Cadillac Escalade IQ in 2028
Mary Barra said SDV 2.0 will debut in 2028 on the Cadillac Escalade IQ, and she described it as “the foundation for the next generation of software-defined vehicles, known as SDV 2.0, which will debut in 2028 on the Cadillac Escalade IQ, offering eyes-off, hands-free driving capability.”
That gives GM a concrete launch point for a system it says is built for personal vehicles. It also means the first customer-visible version is tied to one vehicle rather than a broad fleet rollout.
GM's software stack
GM said the system is being developed for vehicles with internal combustion engines as well as electric vehicles. It is also being developed across multiple brands and price points. For shoppers, that suggests the company wants the same software base to reach far beyond one premium model.

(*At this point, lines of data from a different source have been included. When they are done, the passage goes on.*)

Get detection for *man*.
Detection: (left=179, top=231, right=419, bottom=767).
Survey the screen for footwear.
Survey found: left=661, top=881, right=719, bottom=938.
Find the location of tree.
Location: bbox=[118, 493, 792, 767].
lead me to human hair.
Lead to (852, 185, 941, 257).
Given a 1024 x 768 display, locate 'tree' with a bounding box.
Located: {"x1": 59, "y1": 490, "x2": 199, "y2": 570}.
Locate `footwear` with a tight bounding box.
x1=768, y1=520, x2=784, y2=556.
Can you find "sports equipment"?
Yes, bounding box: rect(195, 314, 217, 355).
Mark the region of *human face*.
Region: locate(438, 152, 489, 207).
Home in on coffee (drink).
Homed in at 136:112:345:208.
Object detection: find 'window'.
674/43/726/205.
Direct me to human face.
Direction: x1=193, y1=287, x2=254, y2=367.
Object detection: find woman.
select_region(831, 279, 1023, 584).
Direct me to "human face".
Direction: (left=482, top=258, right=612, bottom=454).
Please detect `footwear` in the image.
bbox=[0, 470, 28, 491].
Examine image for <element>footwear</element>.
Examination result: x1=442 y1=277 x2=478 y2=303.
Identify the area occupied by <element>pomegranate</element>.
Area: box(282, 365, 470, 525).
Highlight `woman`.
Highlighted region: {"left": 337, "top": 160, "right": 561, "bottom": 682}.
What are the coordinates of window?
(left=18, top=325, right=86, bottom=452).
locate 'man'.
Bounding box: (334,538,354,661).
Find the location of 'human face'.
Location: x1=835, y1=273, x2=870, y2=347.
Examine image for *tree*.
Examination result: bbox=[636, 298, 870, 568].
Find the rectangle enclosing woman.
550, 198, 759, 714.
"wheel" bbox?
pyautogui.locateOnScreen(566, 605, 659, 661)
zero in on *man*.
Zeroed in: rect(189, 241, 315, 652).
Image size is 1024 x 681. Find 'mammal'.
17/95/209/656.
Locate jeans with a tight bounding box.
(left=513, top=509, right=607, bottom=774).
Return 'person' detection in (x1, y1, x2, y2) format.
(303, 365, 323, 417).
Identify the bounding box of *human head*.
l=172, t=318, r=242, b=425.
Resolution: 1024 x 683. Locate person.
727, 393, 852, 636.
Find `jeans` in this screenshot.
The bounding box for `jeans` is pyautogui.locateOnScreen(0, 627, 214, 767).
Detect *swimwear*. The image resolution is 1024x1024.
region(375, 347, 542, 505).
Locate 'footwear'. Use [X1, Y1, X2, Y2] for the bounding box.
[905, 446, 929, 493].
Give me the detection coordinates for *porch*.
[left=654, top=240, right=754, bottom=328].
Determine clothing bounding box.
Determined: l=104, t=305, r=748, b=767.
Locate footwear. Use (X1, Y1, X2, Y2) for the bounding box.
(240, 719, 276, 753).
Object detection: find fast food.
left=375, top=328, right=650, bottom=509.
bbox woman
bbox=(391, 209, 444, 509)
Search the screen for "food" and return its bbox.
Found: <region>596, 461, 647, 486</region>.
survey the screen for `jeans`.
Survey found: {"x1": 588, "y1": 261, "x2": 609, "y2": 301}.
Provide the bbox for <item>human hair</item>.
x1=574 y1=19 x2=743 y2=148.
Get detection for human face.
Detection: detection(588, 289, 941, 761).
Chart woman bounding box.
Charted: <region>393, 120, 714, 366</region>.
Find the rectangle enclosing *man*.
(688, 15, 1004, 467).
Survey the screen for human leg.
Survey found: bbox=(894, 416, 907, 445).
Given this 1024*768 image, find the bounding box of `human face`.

GM has begun supervised on-road testing in California and Michigan. Nearly 90 percent of the code written by the autonomy team is generated by AI. That leaves a hard question for buyers who care about the driving system itself: how much of the final behavior will be proven by road miles before 2028.
Super Cruise revenue base
GM is leaning on Super Cruise as part of the case for SDV 2.0. Super Cruise will have more than 850,000 subscribers by the end of the year, and renewal rates are in the 30 to 40 percent range.
OnStar generated $750 million in revenue in the first quarter. GM expects about 13 million OnStar subscribers in 2026, after adding more than 1 million that year, and it projects OnStar revenue of more than $3.1 billion. Barra said the trust GM has built with Super Cruise will help when it launches SDV 2.0.
The unresolved issue is hardware compatibility for older vehicles, since GM said older cars on the road lack the hardware needed for the system it is developing. That makes the 2028 Cadillac Escalade IQ debut a preview of GM’s software future, not a promise that existing owners can get the same package later.